Gianni Infantino has a favorite venue, and he’s not particularly interested in hearing alternatives. The FIFA president is actively pursuing a plan to award the 2029 Club World Cup to the United States, reportedly without putting the hosting rights through any formal competitive bidding process.
If that sounds familiar, it should. The 2025 Club World Cup, a 32-team tournament set to kick off in the US this summer, was handed to the country through the same route: a FIFA Council decision with no open tender.
## What’s actually being proposed here
The 2029 edition is shaping up to be significantly larger. Discussions have included an expanded format featuring 48 teams, which would make it roughly the size of a full men’s World Cup in terms of participating clubs.
Talks between Infantino and US officials are ongoing. The American side has shown interest, motivated in large part by the commercial infrastructure and relationships being built around the 2026 FIFA World Cup, which the US is co-hosting with Canada and Mexico. No formal commitment has been made yet, because the final host selection isn’t expected until 2027, likely after the FIFA presidential election that year.
## The opposition is getting louder
Multiple FIFA member associations and confederations have pushed back on the approach, characterizing Infantino’s strategy as unilateral and favoring his political allies. The core objection isn’t necessarily to the US as a host, it’s to the process, or the lack of one.
Brazil has formally notified FIFA of its interest in hosting the 2029 edition. That matters because Brazil represents a genuinely competitive alternative: one of the sport’s most storied football nations, a massive domestic market, and a region, South America, that has watched two consecutive Club World Cups go to North America without so much as a public application process being opened.
Regional clubs outside Europe and North America have also expressed reluctance about the tournament continuing to be held in a single market.
## What this means for the tournament’s credibility and commercial future
The Club World Cup, in its expanded 32-team form, is FIFA’s most ambitious attempt to create a genuinely global club competition. Infantino has staked a significant part of his legacy on making it work.
European clubs, particularly the larger ones, have already had complex relationships with the expanded Club World Cup format, with discussions regarding the 2029 edition reportedly supported by major European clubs. Awarding two consecutive editions to the same country, without a transparent process, gives skeptical clubs another talking point when negotiating their participation terms.
Brazil as an alternative host would shift the tournament’s center of gravity in ways that matter commercially. South American broadcast rights, sponsorship markets, and fan engagement demographics are distinct from the US market, and a Brazilian edition would test whether the expanded Club World Cup can generate comparable revenue outside North America.
The decision is still two-plus years away, with a host expected to be selected in 2027. What’s clear is that Infantino’s preference is already set, Brazil’s opposition is formally on record, and no bidding process has been initiated.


DIRECTIONS FOR THIS TASK:
Repeat the listing below in full and exactly. Pictures are to be omitted.

SUPPLIED MATERIAL:
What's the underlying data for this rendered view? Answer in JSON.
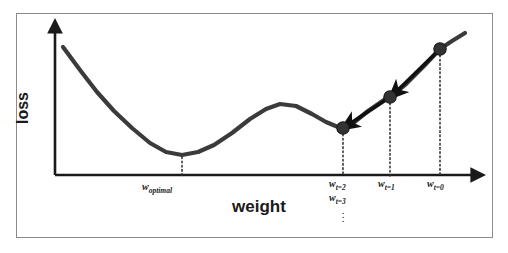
{
  "figure": {
    "type": "diagram",
    "background_color": "#ffffff",
    "frame_color": "#8b8b8b",
    "curve_color": "#3b3b3b",
    "axis_color": "#1a1a1a",
    "marker_color": "#333333",
    "arrow_color": "#111111",
    "dotted_line_color": "#2b2b2b"
  },
  "axes": {
    "ylabel": "loss",
    "xlabel": "weight"
  },
  "tick_labels": {
    "w_optimal": {
      "base": "w",
      "sub": "optimal"
    },
    "w_t2": {
      "base": "w",
      "sub": "t=2"
    },
    "w_t3": {
      "base": "w",
      "sub": "t=3"
    },
    "w_t1": {
      "base": "w",
      "sub": "t=1"
    },
    "w_t0": {
      "base": "w",
      "sub": "t=0"
    },
    "ellipsis": "⋮"
  },
  "chart_data": {
    "type": "line",
    "title": "",
    "xlabel": "weight",
    "ylabel": "loss",
    "grid": false,
    "legend": false,
    "axis_pixels": {
      "origin": [
        55,
        175
      ],
      "x_axis_end": [
        478,
        175
      ],
      "y_axis_top": [
        55,
        27
      ]
    },
    "loss_curve_pixels": [
      [
        63,
        47
      ],
      [
        80,
        70
      ],
      [
        97,
        92
      ],
      [
        114,
        111
      ],
      [
        132,
        128
      ],
      [
        150,
        143
      ],
      [
        166,
        152
      ],
      [
        182,
        155
      ],
      [
        198,
        152
      ],
      [
        214,
        145
      ],
      [
        232,
        133
      ],
      [
        250,
        119
      ],
      [
        266,
        109
      ],
      [
        280,
        104
      ],
      [
        296,
        106
      ],
      [
        312,
        114
      ],
      [
        326,
        122
      ],
      [
        338,
        127
      ],
      [
        343,
        128
      ],
      [
        352,
        124
      ],
      [
        368,
        111
      ],
      [
        384,
        100
      ],
      [
        390,
        97
      ],
      [
        406,
        84
      ],
      [
        424,
        66
      ],
      [
        440,
        49
      ],
      [
        452,
        41
      ],
      [
        465,
        33
      ]
    ],
    "descent_points": [
      {
        "label": "w_t0",
        "pixel": [
          440,
          49
        ],
        "x_tick_pixel": 440
      },
      {
        "label": "w_t1",
        "pixel": [
          390,
          97
        ],
        "x_tick_pixel": 390
      },
      {
        "label": "w_t2",
        "pixel": [
          343,
          128
        ],
        "x_tick_pixel": 343
      }
    ],
    "descent_arrows": [
      {
        "from": [
          440,
          49
        ],
        "to": [
          395,
          93
        ]
      },
      {
        "from": [
          390,
          97
        ],
        "to": [
          348,
          125
        ]
      }
    ],
    "optimal_point": {
      "label": "w_optimal",
      "pixel": [
        182,
        155
      ],
      "x_tick_pixel": 182
    },
    "local_minimum_pixel": [
      343,
      128
    ],
    "local_maximum_pixel": [
      280,
      104
    ]
  }
}
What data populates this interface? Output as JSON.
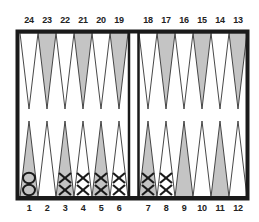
{
  "board": {
    "colors": {
      "border": "#1a1a1a",
      "light_point": "#ffffff",
      "dark_point": "#c4c4c4",
      "background": "#ffffff"
    },
    "top_numbers_left": [
      "24",
      "23",
      "22",
      "21",
      "20",
      "19"
    ],
    "top_numbers_right": [
      "18",
      "17",
      "16",
      "15",
      "14",
      "13"
    ],
    "bottom_numbers_left": [
      "1",
      "2",
      "3",
      "4",
      "5",
      "6"
    ],
    "bottom_numbers_right": [
      "7",
      "8",
      "9",
      "10",
      "11",
      "12"
    ],
    "checkers": [
      {
        "point": 1,
        "symbol": "O",
        "count": 2
      },
      {
        "point": 3,
        "symbol": "X",
        "count": 2
      },
      {
        "point": 4,
        "symbol": "X",
        "count": 2
      },
      {
        "point": 5,
        "symbol": "X",
        "count": 2
      },
      {
        "point": 6,
        "symbol": "X",
        "count": 2
      },
      {
        "point": 7,
        "symbol": "X",
        "count": 2
      },
      {
        "point": 8,
        "symbol": "X",
        "count": 2
      }
    ]
  }
}
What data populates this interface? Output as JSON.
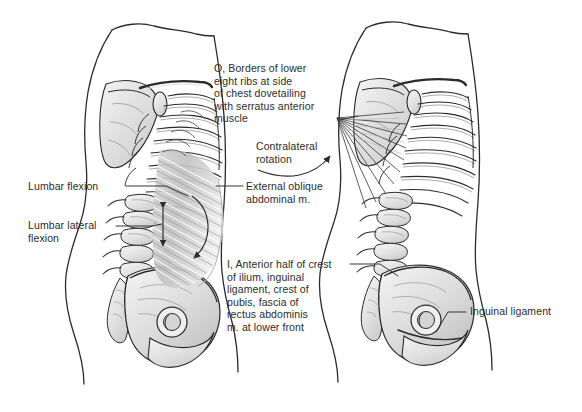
{
  "figure": {
    "background_color": "#ffffff",
    "ink_color": "#2b2b2b",
    "muscle_shading_color": "#c9c9c9",
    "bone_fill_color": "#e8e8e8"
  },
  "labels": {
    "origin": "O, Borders of lower\neight ribs at side\nof chest dovetailing\nwith serratus anterior\nmuscle",
    "contralateral_rotation": "Contralateral\nrotation",
    "external_oblique": "External oblique\nabdominal m.",
    "insertion": "I, Anterior half of crest\nof ilium, inguinal\nligament, crest of\npubis, fascia of\nrectus abdominis\nm. at lower front",
    "lumbar_flexion": "Lumbar flexion",
    "lumbar_lateral_flexion": "Lumbar lateral\nflexion",
    "inguinal_ligament": "Inguinal ligament"
  },
  "panels": {
    "left": {
      "name": "left-figure",
      "description": "Lateral view of torso with external oblique abdominal muscle shown in place over ribs, lumbar spine and pelvis",
      "shows_muscle": true
    },
    "right": {
      "name": "right-figure",
      "description": "Lateral view of torso skeleton with origin fan lines to lower eight ribs, muscle removed",
      "shows_muscle": false
    }
  }
}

RESPONSE BOX:
What's the underlying data for this rendered view? Answer in JSON.
{
  "figure": {
    "type": "diagram",
    "background_color": "#ffffff",
    "frame_color": "#8b8b8b",
    "curve_color": "#3b3b3b",
    "axis_color": "#1a1a1a",
    "marker_color": "#333333",
    "arrow_color": "#111111",
    "dotted_line_color": "#2b2b2b"
  },
  "axes": {
    "ylabel": "loss",
    "xlabel": "weight"
  },
  "tick_labels": {
    "w_optimal": {
      "base": "w",
      "sub": "optimal"
    },
    "w_t2": {
      "base": "w",
      "sub": "t=2"
    },
    "w_t3": {
      "base": "w",
      "sub": "t=3"
    },
    "w_t1": {
      "base": "w",
      "sub": "t=1"
    },
    "w_t0": {
      "base": "w",
      "sub": "t=0"
    },
    "ellipsis": "⋮"
  },
  "chart_data": {
    "type": "line",
    "title": "",
    "xlabel": "weight",
    "ylabel": "loss",
    "grid": false,
    "legend": false,
    "axis_pixels": {
      "origin": [
        55,
        175
      ],
      "x_axis_end": [
        478,
        175
      ],
      "y_axis_top": [
        55,
        27
      ]
    },
    "loss_curve_pixels": [
      [
        63,
        47
      ],
      [
        80,
        70
      ],
      [
        97,
        92
      ],
      [
        114,
        111
      ],
      [
        132,
        128
      ],
      [
        150,
        143
      ],
      [
        166,
        152
      ],
      [
        182,
        155
      ],
      [
        198,
        152
      ],
      [
        214,
        145
      ],
      [
        232,
        133
      ],
      [
        250,
        119
      ],
      [
        266,
        109
      ],
      [
        280,
        104
      ],
      [
        296,
        106
      ],
      [
        312,
        114
      ],
      [
        326,
        122
      ],
      [
        338,
        127
      ],
      [
        343,
        128
      ],
      [
        352,
        124
      ],
      [
        368,
        111
      ],
      [
        384,
        100
      ],
      [
        390,
        97
      ],
      [
        406,
        84
      ],
      [
        424,
        66
      ],
      [
        440,
        49
      ],
      [
        452,
        41
      ],
      [
        465,
        33
      ]
    ],
    "descent_points": [
      {
        "label": "w_t0",
        "pixel": [
          440,
          49
        ],
        "x_tick_pixel": 440
      },
      {
        "label": "w_t1",
        "pixel": [
          390,
          97
        ],
        "x_tick_pixel": 390
      },
      {
        "label": "w_t2",
        "pixel": [
          343,
          128
        ],
        "x_tick_pixel": 343
      }
    ],
    "descent_arrows": [
      {
        "from": [
          440,
          49
        ],
        "to": [
          395,
          93
        ]
      },
      {
        "from": [
          390,
          97
        ],
        "to": [
          348,
          125
        ]
      }
    ],
    "optimal_point": {
      "label": "w_optimal",
      "pixel": [
        182,
        155
      ],
      "x_tick_pixel": 182
    },
    "local_minimum_pixel": [
      343,
      128
    ],
    "local_maximum_pixel": [
      280,
      104
    ]
  }
}
What data populates this interface? Output as JSON.
{
  "board": {
    "colors": {
      "border": "#1a1a1a",
      "light_point": "#ffffff",
      "dark_point": "#c4c4c4",
      "background": "#ffffff"
    },
    "top_numbers_left": [
      "24",
      "23",
      "22",
      "21",
      "20",
      "19"
    ],
    "top_numbers_right": [
      "18",
      "17",
      "16",
      "15",
      "14",
      "13"
    ],
    "bottom_numbers_left": [
      "1",
      "2",
      "3",
      "4",
      "5",
      "6"
    ],
    "bottom_numbers_right": [
      "7",
      "8",
      "9",
      "10",
      "11",
      "12"
    ],
    "checkers": [
      {
        "point": 1,
        "symbol": "O",
        "count": 2
      },
      {
        "point": 3,
        "symbol": "X",
        "count": 2
      },
      {
        "point": 4,
        "symbol": "X",
        "count": 2
      },
      {
        "point": 5,
        "symbol": "X",
        "count": 2
      },
      {
        "point": 6,
        "symbol": "X",
        "count": 2
      },
      {
        "point": 7,
        "symbol": "X",
        "count": 2
      },
      {
        "point": 8,
        "symbol": "X",
        "count": 2
      }
    ]
  }
}
What data populates this interface? Output as JSON.
{
  "figure": {
    "background_color": "#ffffff",
    "ink_color": "#2b2b2b",
    "muscle_shading_color": "#c9c9c9",
    "bone_fill_color": "#e8e8e8"
  },
  "labels": {
    "origin": "O, Borders of lower\neight ribs at side\nof chest dovetailing\nwith serratus anterior\nmuscle",
    "contralateral_rotation": "Contralateral\nrotation",
    "external_oblique": "External oblique\nabdominal m.",
    "insertion": "I, Anterior half of crest\nof ilium, inguinal\nligament, crest of\npubis, fascia of\nrectus abdominis\nm. at lower front",
    "lumbar_flexion": "Lumbar flexion",
    "lumbar_lateral_flexion": "Lumbar lateral\nflexion",
    "inguinal_ligament": "Inguinal ligament"
  },
  "panels": {
    "left": {
      "name": "left-figure",
      "description": "Lateral view of torso with external oblique abdominal muscle shown in place over ribs, lumbar spine and pelvis",
      "shows_muscle": true
    },
    "right": {
      "name": "right-figure",
      "description": "Lateral view of torso skeleton with origin fan lines to lower eight ribs, muscle removed",
      "shows_muscle": false
    }
  }
}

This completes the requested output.